Will Harlan, the editor of Blue Ridge Outdoors magazine, is a Buddhist who lives off the grid with his wife and son on a farm near Barnardsville. Harlan’s spirituality, says McDuff, infuses his avocation as an elite ultramarathoner: Last year, he completed his second 72-mile run in the Smokies. The first (in 2003) was designed to raise awareness of air pollution in the mountains; the second spotlighted mountaintop-removal mining.
The Rev. Brian Cole of The Cathedral of All Souls in Biltmore Village wrote the afterword to McDuff’s book. The church’s progressive congregation is pushing its leaders to think green when it comes to upgrading their historic structures.
Basic Christian tenets such as loving one’s neighbor as oneself, says McDuff, also call believers to care for creation. “This region is rich for religious environmentalism, given the wealth of spiritual connections to a strong sense of place,” she asserts. “Our collective acts can generate a momentum that transcends the actions of individuals or inaction of legislative bodies.”

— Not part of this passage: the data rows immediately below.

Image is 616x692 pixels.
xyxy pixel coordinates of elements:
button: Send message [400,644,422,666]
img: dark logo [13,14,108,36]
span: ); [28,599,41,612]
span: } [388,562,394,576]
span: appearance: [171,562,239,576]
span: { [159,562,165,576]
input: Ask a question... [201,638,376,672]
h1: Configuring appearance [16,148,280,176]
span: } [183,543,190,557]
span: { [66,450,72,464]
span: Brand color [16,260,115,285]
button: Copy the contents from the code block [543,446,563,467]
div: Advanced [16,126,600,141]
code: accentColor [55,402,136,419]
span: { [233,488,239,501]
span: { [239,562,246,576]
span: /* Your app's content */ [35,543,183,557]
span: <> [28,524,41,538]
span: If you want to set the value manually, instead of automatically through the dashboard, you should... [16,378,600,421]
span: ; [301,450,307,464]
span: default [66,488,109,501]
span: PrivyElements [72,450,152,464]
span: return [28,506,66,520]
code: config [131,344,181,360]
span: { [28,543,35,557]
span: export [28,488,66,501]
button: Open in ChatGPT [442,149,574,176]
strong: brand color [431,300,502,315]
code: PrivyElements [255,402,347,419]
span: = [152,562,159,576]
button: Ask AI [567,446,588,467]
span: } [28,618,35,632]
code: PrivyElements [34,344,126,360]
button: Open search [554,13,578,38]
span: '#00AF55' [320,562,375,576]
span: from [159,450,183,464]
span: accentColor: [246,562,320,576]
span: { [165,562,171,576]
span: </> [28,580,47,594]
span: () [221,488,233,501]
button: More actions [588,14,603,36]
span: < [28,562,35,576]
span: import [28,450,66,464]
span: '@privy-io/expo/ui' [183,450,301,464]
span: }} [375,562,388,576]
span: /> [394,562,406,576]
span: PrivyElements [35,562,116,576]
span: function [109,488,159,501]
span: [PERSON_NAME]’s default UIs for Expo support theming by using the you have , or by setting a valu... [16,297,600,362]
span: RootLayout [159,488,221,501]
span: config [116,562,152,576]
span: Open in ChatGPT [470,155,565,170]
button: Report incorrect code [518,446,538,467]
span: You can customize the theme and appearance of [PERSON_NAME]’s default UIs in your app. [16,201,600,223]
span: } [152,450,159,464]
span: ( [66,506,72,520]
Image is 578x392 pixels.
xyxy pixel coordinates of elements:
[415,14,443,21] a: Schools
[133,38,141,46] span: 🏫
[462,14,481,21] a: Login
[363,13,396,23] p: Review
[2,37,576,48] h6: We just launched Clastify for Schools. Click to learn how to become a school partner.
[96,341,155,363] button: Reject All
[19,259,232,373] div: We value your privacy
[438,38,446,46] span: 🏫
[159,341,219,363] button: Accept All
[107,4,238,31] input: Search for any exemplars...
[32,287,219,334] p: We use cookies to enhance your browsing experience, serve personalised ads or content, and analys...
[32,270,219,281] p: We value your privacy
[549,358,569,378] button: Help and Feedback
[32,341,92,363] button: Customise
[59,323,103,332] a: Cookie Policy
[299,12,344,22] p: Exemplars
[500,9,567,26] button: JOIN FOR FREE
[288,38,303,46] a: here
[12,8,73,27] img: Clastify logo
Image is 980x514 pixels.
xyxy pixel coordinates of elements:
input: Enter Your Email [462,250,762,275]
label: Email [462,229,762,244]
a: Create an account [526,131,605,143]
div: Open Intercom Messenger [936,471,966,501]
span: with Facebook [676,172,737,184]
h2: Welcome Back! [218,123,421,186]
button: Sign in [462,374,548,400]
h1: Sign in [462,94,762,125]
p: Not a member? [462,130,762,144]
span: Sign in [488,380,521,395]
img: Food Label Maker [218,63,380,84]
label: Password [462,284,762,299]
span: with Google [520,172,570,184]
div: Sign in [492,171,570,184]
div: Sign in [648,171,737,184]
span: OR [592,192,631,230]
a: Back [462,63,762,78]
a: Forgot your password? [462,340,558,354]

Last summer, notes McDuff, “People of faith watched the Senate's inability to tackle the real problem of climate change, the lack of progress at the United Nations Climate Change Conference and the failure of the Gulf Coast oil spill to spark a national demand for alternative energy sources. Given that the United States imports 68 percent of its oil, couldn't this disaster propel a call for more sustainable policies and practices?”
Global warming, she maintains, “has created common ground for Jews, Evangelicals, Muslims, Lutherans, Baptists and Roman Catholics. Our diverse religious traditions provide the structure of intentional community, a shared moral imperative, forgiveness and redemption and, most important, hope in things not seen.”
Signed copies of Mallory McDuff’s book Natural Saints: How People of Faith are Working to Save God's Earth are available at Malaprop’s in downtown Asheville. The author will give a talk Monday, Jan. 31, 2011 at 7 p.m. in the Warren Wilson College Chapel.